Website to help you find spoken words in the exact timestamp of video lectures In the first version, you'll be able to search through MIT OCW videos for course 6 (Electrical Engineering & Computer Science) and 18 (Mathematics).
- Backend Web Server
- Written in Rust on Axum web framework
- Frontend
- Written via NextJS framework
- ETL Pipeline
- Will be productionized as async job/pipeline on workers
- The backend or some script generates a task. Each task contains a set of playlist or video links.
- Async workers pull the task from the task queue when the queue is not empty and when the workers are available.
- To reduce cost, we use Fly.io lightweight VMs as workers that boot up (< 500 ms) only when there's a task and shuts down when it's finished processing the task. That way, we reduce idle time and only pay for resources when they're actually doing work.
- The transcription pipeline consists of three main steps:
- Partition Links: For a given task, the playlist and video links are partitioned into groups of 5-10 and written to a set of files via a Bash script. The links have to be partitioned b/c many machines don't have the compute/memory/storage resources to download and store and transcribe hundreds to thousands of videos at once (each link can be a playlist with tens of videos). If all the links are processed at once, they can run out of disk space, throttle the CPU during transcription, and run out of memory.
- Transcription: The transcription bash script goes through each file serially and downloads, processes, and transcribes the videos from the links. The transcribed text is written to SRT files.
- Upload to Search Index: The transcribed text is then uploaded to a search index. For this project, we're using Typesense.
- This can be deployed to a pipeline manager (Airflow or Windmill) for easy tracking and backfilling.
- If we want to scale up the workers, we can manage and deploy them via Kubernetes. Since these are ML workloads, we can optimize it even further to run on the GPU cloud and transcribe via the FasterWhisper framework.
NOTE: This is definitely a bit overengineered for our limited scale, but the main purpose of this project is to be a learning exercise in ML inference and distributed computing.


#### [What you have to do]
Where the word "pixels" appears in a line below, copy the whole line.

#### [Material to process]
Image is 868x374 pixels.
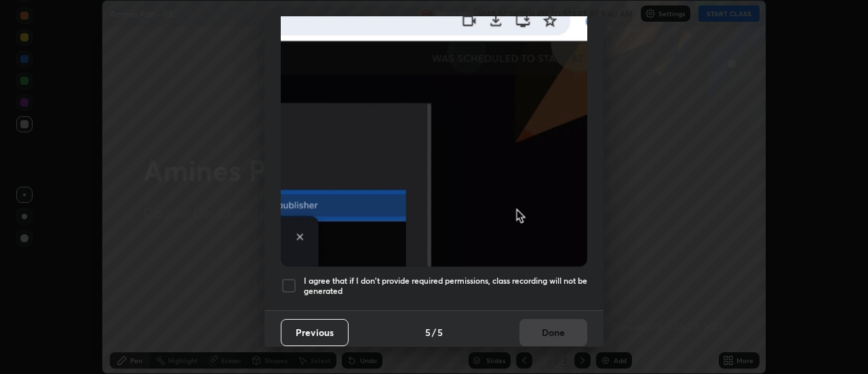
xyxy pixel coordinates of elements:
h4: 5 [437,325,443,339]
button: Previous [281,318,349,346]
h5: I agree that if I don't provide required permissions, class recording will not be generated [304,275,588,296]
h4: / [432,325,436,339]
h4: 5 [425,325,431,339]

---

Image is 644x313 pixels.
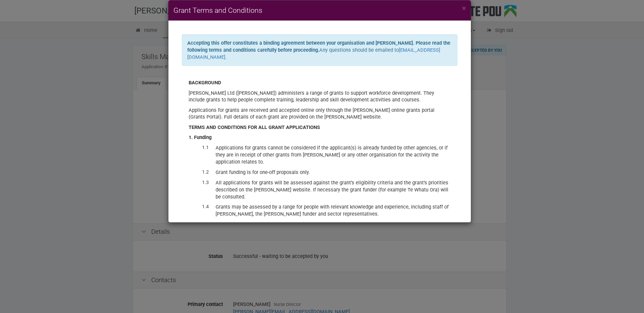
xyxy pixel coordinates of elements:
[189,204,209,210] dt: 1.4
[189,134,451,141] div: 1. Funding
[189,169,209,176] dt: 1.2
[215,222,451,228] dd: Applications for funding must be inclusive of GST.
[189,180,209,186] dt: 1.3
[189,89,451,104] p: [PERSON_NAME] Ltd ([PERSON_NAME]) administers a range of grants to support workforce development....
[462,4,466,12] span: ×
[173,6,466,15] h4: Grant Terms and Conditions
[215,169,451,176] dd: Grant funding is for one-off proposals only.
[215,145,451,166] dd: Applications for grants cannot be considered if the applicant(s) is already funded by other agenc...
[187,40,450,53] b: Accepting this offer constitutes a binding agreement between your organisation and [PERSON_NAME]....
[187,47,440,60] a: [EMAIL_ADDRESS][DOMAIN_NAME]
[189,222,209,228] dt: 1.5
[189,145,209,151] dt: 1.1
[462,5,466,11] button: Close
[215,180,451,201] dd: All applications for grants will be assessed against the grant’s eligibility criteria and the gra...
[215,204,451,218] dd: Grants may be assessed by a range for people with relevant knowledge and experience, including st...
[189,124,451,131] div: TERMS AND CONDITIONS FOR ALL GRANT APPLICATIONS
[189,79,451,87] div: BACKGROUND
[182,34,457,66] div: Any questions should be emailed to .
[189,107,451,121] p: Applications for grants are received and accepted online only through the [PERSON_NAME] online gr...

==

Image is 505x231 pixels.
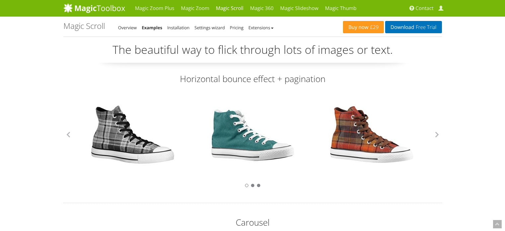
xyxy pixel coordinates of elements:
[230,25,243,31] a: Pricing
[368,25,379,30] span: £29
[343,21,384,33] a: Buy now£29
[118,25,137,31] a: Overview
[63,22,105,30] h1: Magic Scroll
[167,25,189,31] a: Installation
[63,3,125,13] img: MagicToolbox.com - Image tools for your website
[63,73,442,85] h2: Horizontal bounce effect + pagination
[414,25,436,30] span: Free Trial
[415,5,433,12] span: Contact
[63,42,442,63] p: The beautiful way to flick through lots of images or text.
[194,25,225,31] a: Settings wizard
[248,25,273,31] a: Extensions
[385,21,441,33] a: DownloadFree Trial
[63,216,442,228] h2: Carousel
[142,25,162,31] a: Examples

#### [Task answer]
Image is 868x374 pixels.
Image is 644x313 pixels.
Image is 505x231 pixels.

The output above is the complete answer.